This is the first phase of a multipart rollout that will span the next few months: the currently browsable stock includes miscellaneous new releases from the past 8+ months (we have a lot of catching up to do), plus approximately a third of our backstock. Note that we’ve reduced/slashed prices on many titles and will continue to do so in order to make room for new stock. We’ll also be expanding / tweaking / improving / debugging the site itself (for example, we still have work to do on the automated international postage system, not to mention the inevitable inventory discrepancies that come with transferring an ancient and massive database to a new system).

Over the next few months, as we take inventory, clean house, and delve into our storage, we will be uploading thousands of additional items, gradually, on a near-daily basis. This will include the majority of the LPs, as well as many titles, in all formats, once thought long-gone. Many currently “sold out” items are likely to resurface.

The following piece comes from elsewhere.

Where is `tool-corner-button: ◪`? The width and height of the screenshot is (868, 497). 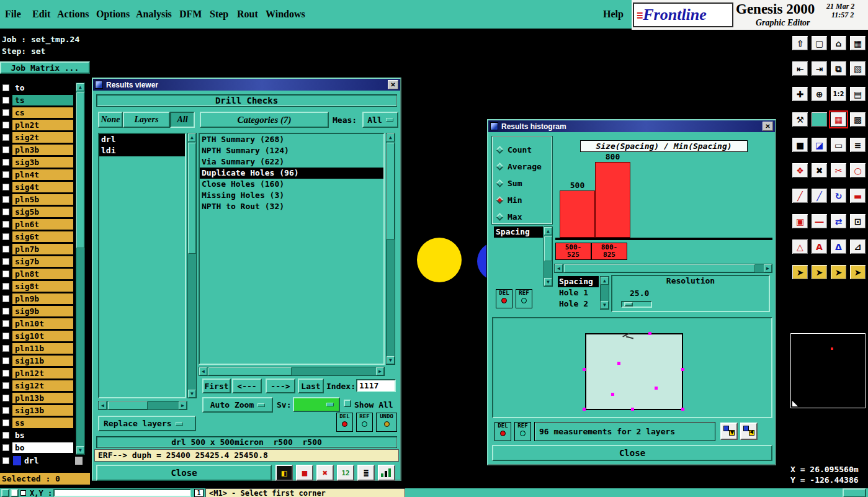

Finally, once our general backstock is up (probably in the next two or three months) we’ll begin making our extensive stockpile of rarities available online for the first time: tons of random out-of-print titles, "deadstock," warehouse finds, secondhand collectibles, etc., accumulated over the past few decades.

Frequent/returning customers will be getting early access to these items. Details to follow on how this will work (a priority mailing list? a 'frequent flyer'-like program?), but it will not be based on dollars spent. We want to reward those who consistently support us, especially in the discogs marketplace era (to those who show up trying to poach five copies of a one-off rarity, and nothing else, ever… ¯\_(ツ)_/¯ ).

So—we suggest you take some time to dig through the site—even we’ve been surprised by what’s been turning up, and there’s much more to come.